Wednesday, August 22, 2018

Putin’s Language Law May Lead to Mobilization of Parents along Ethnic Lines


Paul Goble

            Staunton, August 22 – Vladimir Putin may rue the day he called for making the study of non-Russian languages voluntary while keeping the study of Russian obligatory if non-Russians take up an idea now circulating in Sakha to mobilize parents to register their children in non-Russian classes and force Moscow to pay for them.

            According to Sakha educator Natalya Sitnikova, “if parents display their patriotism and select for their children the study of native languages, then the state will support their creation” and that will mean that “the positions of native languages will only be strengthened” now that “free choice has been established in law” (regnum.ru/news/society/2468553.html).

            The Putin language law specifies that “federal state educational standards guarantee the possibility of receiving education in native languages from among the languages of the peoples of the Russian Federation,” she continues.

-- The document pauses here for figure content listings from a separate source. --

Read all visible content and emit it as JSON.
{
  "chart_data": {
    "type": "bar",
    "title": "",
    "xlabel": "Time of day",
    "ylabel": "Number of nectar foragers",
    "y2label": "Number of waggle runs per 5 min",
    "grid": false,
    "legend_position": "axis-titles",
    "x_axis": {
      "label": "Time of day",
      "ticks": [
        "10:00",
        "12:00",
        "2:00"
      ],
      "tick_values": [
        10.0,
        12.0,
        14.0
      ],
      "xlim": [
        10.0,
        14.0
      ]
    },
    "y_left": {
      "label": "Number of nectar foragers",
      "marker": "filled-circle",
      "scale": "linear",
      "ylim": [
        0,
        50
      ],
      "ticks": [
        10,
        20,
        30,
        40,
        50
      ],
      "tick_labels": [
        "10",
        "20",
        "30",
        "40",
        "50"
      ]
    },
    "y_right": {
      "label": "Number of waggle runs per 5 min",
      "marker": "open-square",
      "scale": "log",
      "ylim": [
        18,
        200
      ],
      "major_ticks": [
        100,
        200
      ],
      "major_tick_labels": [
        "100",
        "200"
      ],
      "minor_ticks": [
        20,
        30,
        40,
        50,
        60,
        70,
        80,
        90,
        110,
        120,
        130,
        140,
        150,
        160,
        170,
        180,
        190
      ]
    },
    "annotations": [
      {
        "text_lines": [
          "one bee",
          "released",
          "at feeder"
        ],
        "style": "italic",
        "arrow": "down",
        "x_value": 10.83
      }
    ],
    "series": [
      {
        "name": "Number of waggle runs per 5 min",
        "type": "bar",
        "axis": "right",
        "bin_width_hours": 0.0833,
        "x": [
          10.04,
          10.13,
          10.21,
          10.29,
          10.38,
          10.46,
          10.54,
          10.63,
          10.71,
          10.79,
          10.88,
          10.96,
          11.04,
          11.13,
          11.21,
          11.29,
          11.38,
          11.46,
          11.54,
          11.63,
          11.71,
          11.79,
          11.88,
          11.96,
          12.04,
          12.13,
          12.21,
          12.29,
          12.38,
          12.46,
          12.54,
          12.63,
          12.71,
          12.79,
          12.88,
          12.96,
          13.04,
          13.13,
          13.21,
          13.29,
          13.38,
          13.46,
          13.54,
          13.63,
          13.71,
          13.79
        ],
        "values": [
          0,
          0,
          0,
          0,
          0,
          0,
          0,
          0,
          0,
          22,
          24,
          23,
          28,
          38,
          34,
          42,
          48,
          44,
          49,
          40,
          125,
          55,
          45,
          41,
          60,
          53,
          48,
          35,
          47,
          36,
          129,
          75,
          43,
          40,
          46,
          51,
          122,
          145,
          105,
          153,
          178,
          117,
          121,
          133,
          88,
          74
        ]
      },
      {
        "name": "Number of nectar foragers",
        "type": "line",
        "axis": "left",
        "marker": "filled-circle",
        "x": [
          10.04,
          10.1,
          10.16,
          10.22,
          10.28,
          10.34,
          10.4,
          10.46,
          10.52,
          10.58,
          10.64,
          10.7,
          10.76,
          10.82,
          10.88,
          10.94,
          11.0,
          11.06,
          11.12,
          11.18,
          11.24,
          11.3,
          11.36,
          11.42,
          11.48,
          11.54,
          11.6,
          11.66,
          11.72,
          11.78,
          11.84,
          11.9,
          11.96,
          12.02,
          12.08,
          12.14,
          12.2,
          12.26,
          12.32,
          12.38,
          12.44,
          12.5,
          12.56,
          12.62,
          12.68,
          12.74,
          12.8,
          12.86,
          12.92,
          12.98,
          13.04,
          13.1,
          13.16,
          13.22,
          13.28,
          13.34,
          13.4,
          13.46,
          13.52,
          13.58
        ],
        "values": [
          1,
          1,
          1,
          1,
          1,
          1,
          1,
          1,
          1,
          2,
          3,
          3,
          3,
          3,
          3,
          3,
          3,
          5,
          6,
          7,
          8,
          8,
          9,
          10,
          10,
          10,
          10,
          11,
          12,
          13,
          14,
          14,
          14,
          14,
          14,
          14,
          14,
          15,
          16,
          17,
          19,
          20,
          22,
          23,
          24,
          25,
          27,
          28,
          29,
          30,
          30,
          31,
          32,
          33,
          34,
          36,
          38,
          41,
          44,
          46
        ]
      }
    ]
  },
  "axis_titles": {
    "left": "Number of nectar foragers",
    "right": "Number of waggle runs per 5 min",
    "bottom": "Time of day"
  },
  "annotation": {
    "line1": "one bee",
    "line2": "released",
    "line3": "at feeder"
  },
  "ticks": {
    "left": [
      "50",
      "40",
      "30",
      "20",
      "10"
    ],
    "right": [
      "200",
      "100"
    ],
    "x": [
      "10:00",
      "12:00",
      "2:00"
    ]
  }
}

In the past, this was only a rule issued by the Russian education ministry which could be changed. Now, it is a matter of law.

            That means it can’t be changed without action by the Duma.  Consequently, Sitnikova says, “parents and the legal representatives of children must write declarations about the choice of this or that language of instruction and what native language from among the languages of the Russian Federation they would like to study on entering school.

            What this means, she continues, is that “now much depends on parents and whether they will choose their native language for study. In this case, the parents must display their patriotism” because “this is a big responsibility before their people for the preservation of their native language.”

            Fedot Tumusov, a Duma deputy from Sakha, earlier suggested that non-Russians shouldn’t be upset by the new law because they will be able to “’render it harmless.’” What Sitnikova says is an indication of how some non-Russians plan to do just that, encouraging other non-Russians to take a stand and demand that their children study non-Russian languages.

            If that notion takes off, it would mean that non-Russians would mobilize to demand that the state live up to its own law and provide schools and educational materials in their native languages, something Putin and those around him aren’t likely to be willing to do.  But now in contrast to the past, the non-Russians have the law on their side and can use it.

            Indeed, this is a classic example of the principle that if you are given lemons, make lemonade.  But if the non-Russians do mobilize in this way, that “lemonade” will be bitter for Putin either because non-Russians will have a new basis for coming together or because they will now see that the Kremlin has no plans to live according to its own laws.

            Either outcome will leave the non-Russians far more mobilized than they would have been if no such law had been proposed or adopted.